Previously in this series: The AOBRD-to-ELD shift: Data/edits and visibility at roadside
As AOBRD operators move to the ELD specification, drivers will find that in a certain sense they command log control (with an electronic assist) analogous to the paper environment.
Office edits to a log, unlike with many AOBRD systems, will “go to the driver for final approval,” says Mark Spicer, vice president of sales for e-log/telematics systems provider Orbcomm.
Some carriers and drivers clearly appreciate the ability with many AOBRDs to bypass any driver-approval step in the log-edit chain. Twenty percent of survey respondents among owner-operators and fleets with authority named this aspect of AOBRDs a key reason they’d not yet made the switch.
“Catching up the log book” becomes a thing of the past for most drivers under the ELD specification. Make a log mistake as an independent owner-operator with authority, and you could find yourself facing the tedium of correcting on one device and then approving on another your own edit, given the reality of dual administrator and driver accounts.
Getting it right the first time is the best way to avoid such annoyance. For company drivers or leased owner-operators, potential conflicts and lost time over edits in consult with management also are best avoided this way.
For fleet managers who would use the edit capability to offer a bit of “extra time” beyond the hours limits as a means of pushing drivers, the new driver-approval functions offer drivers an easy way to refuse such dispatch. Or, should a driver accept that “extra time,” it also would come with clear culpability in the subterfuge within the chain of responsibility, should the logs ever be examined.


Retype the full set of data, character for character.
┌──
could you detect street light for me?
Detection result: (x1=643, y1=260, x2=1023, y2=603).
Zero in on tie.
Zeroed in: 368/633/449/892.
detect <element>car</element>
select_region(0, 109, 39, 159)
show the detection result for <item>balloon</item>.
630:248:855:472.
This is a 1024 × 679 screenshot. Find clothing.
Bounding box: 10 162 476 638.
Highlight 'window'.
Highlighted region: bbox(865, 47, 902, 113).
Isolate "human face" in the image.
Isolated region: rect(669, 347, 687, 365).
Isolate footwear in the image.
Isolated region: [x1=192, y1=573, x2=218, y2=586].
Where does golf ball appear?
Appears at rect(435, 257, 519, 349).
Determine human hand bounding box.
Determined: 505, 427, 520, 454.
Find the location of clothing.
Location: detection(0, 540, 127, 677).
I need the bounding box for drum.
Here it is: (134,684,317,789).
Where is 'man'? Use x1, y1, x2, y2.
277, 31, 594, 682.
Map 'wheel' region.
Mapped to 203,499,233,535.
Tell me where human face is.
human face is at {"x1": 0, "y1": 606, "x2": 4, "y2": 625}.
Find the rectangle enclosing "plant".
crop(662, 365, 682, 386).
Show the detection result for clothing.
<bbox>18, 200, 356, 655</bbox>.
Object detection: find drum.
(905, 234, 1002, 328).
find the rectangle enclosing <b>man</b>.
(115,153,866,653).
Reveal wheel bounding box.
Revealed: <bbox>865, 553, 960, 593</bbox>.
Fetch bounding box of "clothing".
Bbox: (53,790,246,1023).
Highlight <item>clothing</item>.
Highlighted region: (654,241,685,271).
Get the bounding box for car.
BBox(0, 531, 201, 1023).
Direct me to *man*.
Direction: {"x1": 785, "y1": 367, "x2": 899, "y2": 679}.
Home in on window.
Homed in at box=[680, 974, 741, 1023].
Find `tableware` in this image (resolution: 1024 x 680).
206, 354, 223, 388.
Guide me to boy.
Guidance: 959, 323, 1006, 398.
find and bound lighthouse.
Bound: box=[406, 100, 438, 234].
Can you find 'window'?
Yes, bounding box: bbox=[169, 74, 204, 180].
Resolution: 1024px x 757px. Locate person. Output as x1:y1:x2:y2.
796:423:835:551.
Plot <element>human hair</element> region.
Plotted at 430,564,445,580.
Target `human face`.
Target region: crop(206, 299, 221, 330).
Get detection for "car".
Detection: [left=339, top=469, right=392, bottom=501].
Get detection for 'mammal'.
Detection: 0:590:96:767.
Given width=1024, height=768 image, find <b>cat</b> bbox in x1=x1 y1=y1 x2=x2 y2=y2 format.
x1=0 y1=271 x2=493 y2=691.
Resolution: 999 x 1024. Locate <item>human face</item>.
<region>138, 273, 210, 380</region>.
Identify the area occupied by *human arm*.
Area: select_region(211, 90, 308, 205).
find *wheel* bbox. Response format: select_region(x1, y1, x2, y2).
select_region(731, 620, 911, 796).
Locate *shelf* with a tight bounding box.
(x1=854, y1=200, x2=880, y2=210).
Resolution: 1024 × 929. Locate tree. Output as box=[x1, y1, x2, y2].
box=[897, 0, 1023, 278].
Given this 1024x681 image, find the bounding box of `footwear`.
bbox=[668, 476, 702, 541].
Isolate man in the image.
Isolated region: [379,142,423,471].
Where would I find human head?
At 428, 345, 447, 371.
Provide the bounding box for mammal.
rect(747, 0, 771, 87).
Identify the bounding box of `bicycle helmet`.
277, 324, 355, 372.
└──
**RESPONSE TO THIS TASK**.
could you detect street light for me?
Detection result: (x1=643, y1=260, x2=1023, y2=603).
Zero in on tie.
Zeroed in: 368/633/449/892.
detect <element>car</element>
select_region(0, 109, 39, 159)
show the detection result for <item>balloon</item>.
630:248:855:472.
This is a 1024 × 679 screenshot. Find clothing.
Bounding box: 10 162 476 638.
Highlight 'window'.
Highlighted region: bbox(865, 47, 902, 113).
Isolate "human face" in the image.
Isolated region: rect(669, 347, 687, 365).
Isolate footwear in the image.
Isolated region: [x1=192, y1=573, x2=218, y2=586].
Where does golf ball appear?
Appears at rect(435, 257, 519, 349).
Determine human hand bounding box.
Determined: 505, 427, 520, 454.
Find the location of clothing.
Location: detection(0, 540, 127, 677).
I need the bounding box for drum.
Here it is: (134,684,317,789).
Where is 'man'? Use x1, y1, x2, y2.
277, 31, 594, 682.
Map 'wheel' region.
Mapped to 203,499,233,535.
Tell me where human face is.
human face is at {"x1": 0, "y1": 606, "x2": 4, "y2": 625}.
Find the rectangle enclosing "plant".
crop(662, 365, 682, 386).
Show the detection result for clothing.
<bbox>18, 200, 356, 655</bbox>.
Object detection: find drum.
(905, 234, 1002, 328).
find the rectangle enclosing <b>man</b>.
(115,153,866,653).
Reveal wheel bounding box.
Revealed: <bbox>865, 553, 960, 593</bbox>.
Fetch bounding box of "clothing".
Bbox: (53,790,246,1023).
Highlight <item>clothing</item>.
Highlighted region: (654,241,685,271).
Get the bounding box for car.
BBox(0, 531, 201, 1023).
Direct me to *man*.
Direction: {"x1": 785, "y1": 367, "x2": 899, "y2": 679}.
Home in on window.
Homed in at box=[680, 974, 741, 1023].
Find `tableware` in this image (resolution: 1024 x 680).
206, 354, 223, 388.
Guide me to boy.
Guidance: 959, 323, 1006, 398.
find and bound lighthouse.
Bound: box=[406, 100, 438, 234].
Can you find 'window'?
Yes, bounding box: bbox=[169, 74, 204, 180].
Resolution: 1024px x 757px. Locate person. Output as x1:y1:x2:y2.
796:423:835:551.
Plot <element>human hair</element> region.
Plotted at 430,564,445,580.
Target `human face`.
Target region: crop(206, 299, 221, 330).
Get detection for "car".
Detection: [left=339, top=469, right=392, bottom=501].
Get detection for 'mammal'.
Detection: 0:590:96:767.
Given width=1024, height=768 image, find <b>cat</b> bbox in x1=x1 y1=y1 x2=x2 y2=y2 format.
x1=0 y1=271 x2=493 y2=691.
Resolution: 999 x 1024. Locate <item>human face</item>.
<region>138, 273, 210, 380</region>.
Identify the area occupied by *human arm*.
Area: select_region(211, 90, 308, 205).
find *wheel* bbox. Response format: select_region(x1, y1, x2, y2).
select_region(731, 620, 911, 796).
Locate *shelf* with a tight bounding box.
(x1=854, y1=200, x2=880, y2=210).
Resolution: 1024 × 929. Locate tree. Output as box=[x1, y1, x2, y2].
box=[897, 0, 1023, 278].
Given this 1024x681 image, find the bounding box of `footwear`.
bbox=[668, 476, 702, 541].
Isolate man in the image.
Isolated region: [379,142,423,471].
Where would I find human head?
At 428, 345, 447, 371.
Provide the bounding box for mammal.
rect(747, 0, 771, 87).
Identify the bounding box of `bicycle helmet`.
277, 324, 355, 372.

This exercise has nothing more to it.